Hey all,
I have two questions that are closely related, so I've decided to put them in one topic.
- Is it considered harmful to use non-cryptographic hash functions (NCH) like
ahash
for equality comparisons? I think in general, yes, but please see the context further down below. - Do two instances of the same NCH with a random seed produce both a hash collision for the same values
a
andb
? Or in other words: when the first instance of the NCH with seedseed1
produces a collision for valuesa
andb
, does the second instance withseed2
also produces a collision fora
andb
(if I've understood the following article correctly(!), this should be true for murmurhash at least, but is it also true forahash
)?
So I'm aware of the following two facts:
- given a hash function
h(x)
, and the two valuesa
andb
, ifh(a) != h(b)
, thena != b
- given a (perfect) hash function
h(x)
that produces a 64-bit value and the two valuesa
andb
, ifa != b
, then the chance ofh(a) == h(b)
(collision) is approx. 50%, when you hash 2^32 different values (the birthday problem/paradox)
ahash
only has 64-bits, so the chance of a hash collision is pretty high (~50%), when we have more than 2^32 values (which are not many).
The following refers to my second question.
What if I now have two instances of ahash
(ahash1, ahash2) each with a random seed and I hash my two values that I want to compare with both ahash1 and ahash2, so that I get a (u64, u64)
tuple as a result hash? Does this result in a more "secure" hash? Or do I have to use two different hash functions all together?
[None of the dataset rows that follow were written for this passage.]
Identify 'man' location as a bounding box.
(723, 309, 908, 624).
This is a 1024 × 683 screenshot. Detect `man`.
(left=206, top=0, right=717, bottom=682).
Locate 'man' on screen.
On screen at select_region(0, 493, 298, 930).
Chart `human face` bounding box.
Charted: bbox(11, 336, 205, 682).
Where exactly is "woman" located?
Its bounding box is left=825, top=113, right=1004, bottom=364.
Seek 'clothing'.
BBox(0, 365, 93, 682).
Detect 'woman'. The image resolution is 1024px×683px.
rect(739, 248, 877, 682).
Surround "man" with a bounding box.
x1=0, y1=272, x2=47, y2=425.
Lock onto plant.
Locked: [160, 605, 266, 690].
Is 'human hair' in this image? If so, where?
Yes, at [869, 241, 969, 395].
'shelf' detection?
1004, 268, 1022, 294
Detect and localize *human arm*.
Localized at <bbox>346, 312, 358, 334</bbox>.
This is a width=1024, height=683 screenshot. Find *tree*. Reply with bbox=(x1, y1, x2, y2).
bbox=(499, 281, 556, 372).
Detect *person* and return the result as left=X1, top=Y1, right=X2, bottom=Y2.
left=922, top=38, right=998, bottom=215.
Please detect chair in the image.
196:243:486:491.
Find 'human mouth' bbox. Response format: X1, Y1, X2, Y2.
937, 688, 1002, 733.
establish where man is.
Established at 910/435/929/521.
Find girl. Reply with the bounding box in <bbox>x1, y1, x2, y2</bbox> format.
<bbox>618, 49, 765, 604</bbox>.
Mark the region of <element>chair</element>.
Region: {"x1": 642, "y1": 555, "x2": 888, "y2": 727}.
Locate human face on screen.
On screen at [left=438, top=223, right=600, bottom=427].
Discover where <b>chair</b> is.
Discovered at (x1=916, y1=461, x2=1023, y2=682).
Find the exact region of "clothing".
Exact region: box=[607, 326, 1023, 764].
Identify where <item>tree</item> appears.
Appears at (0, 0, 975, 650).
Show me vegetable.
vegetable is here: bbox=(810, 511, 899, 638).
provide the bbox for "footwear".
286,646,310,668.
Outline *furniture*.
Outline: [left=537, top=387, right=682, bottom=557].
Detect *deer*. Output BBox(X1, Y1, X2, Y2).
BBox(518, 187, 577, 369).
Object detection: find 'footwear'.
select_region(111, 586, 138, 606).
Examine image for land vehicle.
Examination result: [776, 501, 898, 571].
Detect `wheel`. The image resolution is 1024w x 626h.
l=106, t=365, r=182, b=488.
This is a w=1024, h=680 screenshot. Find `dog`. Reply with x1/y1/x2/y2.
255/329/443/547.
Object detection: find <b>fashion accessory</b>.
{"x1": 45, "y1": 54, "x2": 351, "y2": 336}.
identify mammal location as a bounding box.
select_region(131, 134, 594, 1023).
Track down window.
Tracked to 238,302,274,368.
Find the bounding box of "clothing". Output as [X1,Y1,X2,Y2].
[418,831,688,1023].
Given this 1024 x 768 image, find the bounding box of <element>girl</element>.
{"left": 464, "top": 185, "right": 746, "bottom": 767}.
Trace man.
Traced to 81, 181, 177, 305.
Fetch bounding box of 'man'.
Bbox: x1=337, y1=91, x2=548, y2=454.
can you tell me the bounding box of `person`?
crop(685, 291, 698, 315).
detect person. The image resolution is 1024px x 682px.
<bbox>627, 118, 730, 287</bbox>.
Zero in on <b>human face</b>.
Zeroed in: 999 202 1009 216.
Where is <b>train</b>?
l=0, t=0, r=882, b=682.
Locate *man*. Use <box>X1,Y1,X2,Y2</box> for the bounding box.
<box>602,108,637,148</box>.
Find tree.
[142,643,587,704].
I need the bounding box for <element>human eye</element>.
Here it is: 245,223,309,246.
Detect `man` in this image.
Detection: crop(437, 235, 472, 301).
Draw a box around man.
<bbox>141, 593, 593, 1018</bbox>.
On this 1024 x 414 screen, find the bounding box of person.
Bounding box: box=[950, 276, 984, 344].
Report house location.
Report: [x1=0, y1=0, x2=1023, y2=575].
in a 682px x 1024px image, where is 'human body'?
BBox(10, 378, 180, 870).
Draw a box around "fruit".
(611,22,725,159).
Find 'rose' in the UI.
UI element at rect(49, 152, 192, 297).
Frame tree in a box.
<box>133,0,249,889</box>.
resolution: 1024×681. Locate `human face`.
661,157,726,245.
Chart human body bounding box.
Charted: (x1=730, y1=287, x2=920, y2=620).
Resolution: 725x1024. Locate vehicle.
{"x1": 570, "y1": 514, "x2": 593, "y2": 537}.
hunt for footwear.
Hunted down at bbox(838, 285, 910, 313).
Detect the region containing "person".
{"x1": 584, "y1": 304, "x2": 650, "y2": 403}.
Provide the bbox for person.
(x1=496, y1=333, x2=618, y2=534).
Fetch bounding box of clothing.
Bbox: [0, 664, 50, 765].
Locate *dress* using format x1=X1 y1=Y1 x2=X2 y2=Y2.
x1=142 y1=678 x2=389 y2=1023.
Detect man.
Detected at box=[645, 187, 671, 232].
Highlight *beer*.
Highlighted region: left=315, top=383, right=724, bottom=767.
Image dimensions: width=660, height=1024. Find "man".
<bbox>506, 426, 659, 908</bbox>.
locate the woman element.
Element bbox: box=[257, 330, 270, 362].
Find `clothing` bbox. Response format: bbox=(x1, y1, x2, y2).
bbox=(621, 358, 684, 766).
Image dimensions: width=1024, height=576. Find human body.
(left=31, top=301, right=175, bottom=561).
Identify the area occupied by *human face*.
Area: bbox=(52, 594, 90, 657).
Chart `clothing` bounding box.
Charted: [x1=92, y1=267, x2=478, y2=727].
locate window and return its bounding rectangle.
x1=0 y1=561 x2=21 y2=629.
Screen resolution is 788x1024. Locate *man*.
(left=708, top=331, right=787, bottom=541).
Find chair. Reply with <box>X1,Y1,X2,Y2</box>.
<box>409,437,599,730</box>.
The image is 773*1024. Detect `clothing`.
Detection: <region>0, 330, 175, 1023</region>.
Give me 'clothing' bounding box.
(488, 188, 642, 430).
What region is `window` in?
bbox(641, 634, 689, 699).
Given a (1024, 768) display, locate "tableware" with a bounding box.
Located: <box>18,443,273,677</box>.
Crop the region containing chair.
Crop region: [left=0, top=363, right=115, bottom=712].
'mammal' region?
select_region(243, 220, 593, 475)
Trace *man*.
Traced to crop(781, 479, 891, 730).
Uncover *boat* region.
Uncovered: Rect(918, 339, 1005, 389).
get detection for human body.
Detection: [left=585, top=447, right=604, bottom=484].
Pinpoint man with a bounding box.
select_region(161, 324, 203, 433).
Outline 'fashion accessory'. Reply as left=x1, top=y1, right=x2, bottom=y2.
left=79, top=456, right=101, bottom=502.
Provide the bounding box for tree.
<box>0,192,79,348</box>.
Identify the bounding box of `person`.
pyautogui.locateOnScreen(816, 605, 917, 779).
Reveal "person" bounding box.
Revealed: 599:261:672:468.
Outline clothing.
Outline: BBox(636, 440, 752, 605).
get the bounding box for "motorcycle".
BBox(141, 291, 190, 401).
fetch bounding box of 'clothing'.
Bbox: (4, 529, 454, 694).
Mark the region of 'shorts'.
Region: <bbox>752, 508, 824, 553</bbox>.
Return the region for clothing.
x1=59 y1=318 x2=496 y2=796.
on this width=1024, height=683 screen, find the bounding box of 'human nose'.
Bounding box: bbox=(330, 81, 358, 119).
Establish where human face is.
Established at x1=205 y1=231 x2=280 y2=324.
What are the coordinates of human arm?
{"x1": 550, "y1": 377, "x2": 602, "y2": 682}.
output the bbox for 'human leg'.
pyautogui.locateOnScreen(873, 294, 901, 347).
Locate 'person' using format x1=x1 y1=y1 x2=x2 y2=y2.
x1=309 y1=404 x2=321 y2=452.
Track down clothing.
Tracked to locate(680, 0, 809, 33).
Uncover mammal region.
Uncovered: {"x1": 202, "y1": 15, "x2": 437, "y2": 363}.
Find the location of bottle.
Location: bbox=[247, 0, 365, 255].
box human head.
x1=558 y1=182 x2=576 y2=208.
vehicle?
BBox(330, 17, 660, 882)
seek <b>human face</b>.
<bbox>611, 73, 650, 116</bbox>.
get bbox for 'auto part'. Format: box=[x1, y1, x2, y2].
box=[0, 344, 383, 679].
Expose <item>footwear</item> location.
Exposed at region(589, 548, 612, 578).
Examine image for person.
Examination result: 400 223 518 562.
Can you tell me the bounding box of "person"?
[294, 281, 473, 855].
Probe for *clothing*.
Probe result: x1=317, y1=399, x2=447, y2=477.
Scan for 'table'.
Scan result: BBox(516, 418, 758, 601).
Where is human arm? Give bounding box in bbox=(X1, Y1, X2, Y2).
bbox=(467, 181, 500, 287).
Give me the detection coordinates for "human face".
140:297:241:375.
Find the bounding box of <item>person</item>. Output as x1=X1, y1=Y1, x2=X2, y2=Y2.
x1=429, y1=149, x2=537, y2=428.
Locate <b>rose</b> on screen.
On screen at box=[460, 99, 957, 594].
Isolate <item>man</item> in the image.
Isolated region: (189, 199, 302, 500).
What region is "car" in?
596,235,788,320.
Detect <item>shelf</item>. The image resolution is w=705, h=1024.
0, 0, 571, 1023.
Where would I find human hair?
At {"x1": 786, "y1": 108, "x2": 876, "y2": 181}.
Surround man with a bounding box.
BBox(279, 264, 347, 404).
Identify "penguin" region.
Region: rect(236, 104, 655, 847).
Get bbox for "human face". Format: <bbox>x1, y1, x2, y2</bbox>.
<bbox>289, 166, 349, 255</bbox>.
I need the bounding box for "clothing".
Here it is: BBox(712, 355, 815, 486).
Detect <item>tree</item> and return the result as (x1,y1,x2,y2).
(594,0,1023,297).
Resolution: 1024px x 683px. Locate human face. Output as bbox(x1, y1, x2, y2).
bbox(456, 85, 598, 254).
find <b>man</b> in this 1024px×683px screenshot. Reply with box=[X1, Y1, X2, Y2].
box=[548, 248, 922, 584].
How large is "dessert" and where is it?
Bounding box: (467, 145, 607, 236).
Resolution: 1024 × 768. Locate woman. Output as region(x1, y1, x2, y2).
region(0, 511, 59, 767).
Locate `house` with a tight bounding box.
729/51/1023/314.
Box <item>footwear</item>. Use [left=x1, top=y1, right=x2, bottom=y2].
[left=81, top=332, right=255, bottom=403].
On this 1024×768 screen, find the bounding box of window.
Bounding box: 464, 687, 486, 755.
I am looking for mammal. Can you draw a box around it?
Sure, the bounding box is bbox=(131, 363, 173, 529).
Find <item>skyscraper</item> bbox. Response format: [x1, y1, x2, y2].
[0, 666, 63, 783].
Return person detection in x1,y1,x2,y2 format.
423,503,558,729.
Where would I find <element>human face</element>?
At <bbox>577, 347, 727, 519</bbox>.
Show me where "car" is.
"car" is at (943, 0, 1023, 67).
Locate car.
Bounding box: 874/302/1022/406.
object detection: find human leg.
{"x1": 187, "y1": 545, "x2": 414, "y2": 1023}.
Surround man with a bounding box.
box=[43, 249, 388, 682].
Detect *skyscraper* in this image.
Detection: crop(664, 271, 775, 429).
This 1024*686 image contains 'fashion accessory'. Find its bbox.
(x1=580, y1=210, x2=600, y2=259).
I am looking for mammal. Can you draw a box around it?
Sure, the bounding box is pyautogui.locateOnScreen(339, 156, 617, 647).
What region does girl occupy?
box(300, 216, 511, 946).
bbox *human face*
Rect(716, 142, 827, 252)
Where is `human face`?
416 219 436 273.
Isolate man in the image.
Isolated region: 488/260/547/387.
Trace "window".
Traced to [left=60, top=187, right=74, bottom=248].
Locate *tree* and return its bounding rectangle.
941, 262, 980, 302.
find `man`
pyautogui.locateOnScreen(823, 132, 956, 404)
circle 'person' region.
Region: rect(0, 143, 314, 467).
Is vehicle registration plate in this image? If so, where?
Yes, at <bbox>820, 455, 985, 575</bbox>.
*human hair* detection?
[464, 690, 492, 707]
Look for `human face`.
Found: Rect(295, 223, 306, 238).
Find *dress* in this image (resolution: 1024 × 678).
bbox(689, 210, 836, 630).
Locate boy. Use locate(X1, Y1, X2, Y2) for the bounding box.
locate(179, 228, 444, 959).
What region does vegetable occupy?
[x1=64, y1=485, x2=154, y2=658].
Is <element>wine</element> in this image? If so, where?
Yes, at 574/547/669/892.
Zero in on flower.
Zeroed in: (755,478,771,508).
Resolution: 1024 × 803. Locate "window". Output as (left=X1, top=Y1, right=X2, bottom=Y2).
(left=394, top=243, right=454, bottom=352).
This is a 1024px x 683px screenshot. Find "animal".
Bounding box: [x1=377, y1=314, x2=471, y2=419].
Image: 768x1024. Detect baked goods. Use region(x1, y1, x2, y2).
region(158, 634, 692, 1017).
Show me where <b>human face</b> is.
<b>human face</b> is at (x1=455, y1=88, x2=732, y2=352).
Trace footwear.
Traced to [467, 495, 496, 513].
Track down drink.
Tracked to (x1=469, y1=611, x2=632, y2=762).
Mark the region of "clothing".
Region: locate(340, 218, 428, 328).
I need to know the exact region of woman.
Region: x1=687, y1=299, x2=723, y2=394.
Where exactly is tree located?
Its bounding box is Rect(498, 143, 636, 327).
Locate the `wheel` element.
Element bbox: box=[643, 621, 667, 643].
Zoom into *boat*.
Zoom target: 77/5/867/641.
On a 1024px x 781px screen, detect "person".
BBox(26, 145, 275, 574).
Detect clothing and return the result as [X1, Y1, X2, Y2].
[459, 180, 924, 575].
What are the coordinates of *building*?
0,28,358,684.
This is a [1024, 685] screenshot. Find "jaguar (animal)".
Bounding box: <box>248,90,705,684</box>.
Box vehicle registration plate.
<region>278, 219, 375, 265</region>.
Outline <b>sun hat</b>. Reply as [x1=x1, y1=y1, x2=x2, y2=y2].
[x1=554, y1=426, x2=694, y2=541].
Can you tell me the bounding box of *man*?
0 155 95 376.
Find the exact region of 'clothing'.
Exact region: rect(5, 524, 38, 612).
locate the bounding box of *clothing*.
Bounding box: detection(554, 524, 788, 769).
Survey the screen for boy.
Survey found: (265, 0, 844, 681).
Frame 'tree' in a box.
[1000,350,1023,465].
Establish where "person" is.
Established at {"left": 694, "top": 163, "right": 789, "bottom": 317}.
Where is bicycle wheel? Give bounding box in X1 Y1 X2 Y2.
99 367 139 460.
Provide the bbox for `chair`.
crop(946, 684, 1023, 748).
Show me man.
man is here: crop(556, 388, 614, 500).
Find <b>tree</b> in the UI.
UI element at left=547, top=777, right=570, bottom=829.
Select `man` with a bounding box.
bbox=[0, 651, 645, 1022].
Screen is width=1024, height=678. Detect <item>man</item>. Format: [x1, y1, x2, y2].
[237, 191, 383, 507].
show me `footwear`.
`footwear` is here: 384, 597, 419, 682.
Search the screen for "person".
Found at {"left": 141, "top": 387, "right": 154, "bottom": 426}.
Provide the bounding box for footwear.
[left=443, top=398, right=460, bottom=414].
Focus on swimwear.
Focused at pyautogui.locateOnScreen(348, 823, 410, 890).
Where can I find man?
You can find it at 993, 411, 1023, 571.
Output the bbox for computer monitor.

Looking at the birthday problem/paradox: does the following now hold true?
chance of collision is now ~50% when we have 2^64 different values (which are quite a few values).
Why do I need to know all this?
I've written a csv diffing library in Rust, which aims to be the fastest in the world (comparison of 1 million rows with 9 columns of csv takes < 500ms). It uses ahash
for comparison. But when I wrote it, I haven't thought about all the pitfalls I stated above and I hope we can fix it together (it's still in early alpha for a reason).
If all is lost, we can still use a cryptographically secure hash, like blake3, and all will be good, but performance will suffer of course (it will be down to ~730ms), which is still fast, I guess!?
I'm not quite sure, when someone really needs cryptographically secure hashes. Is it only, so that an attacker(!) can't provoke a collision or that (encrypted) files can be proven to not have been manipulated/changed?
Because I imagine our csv diffing library to not be used in "hostile" environments.
We could also "feature-gate" the hashing algorithm if that makes sense.
Sorry for this essay, but I want to make things right.
What is your opinion on this? I really appreciate your answers.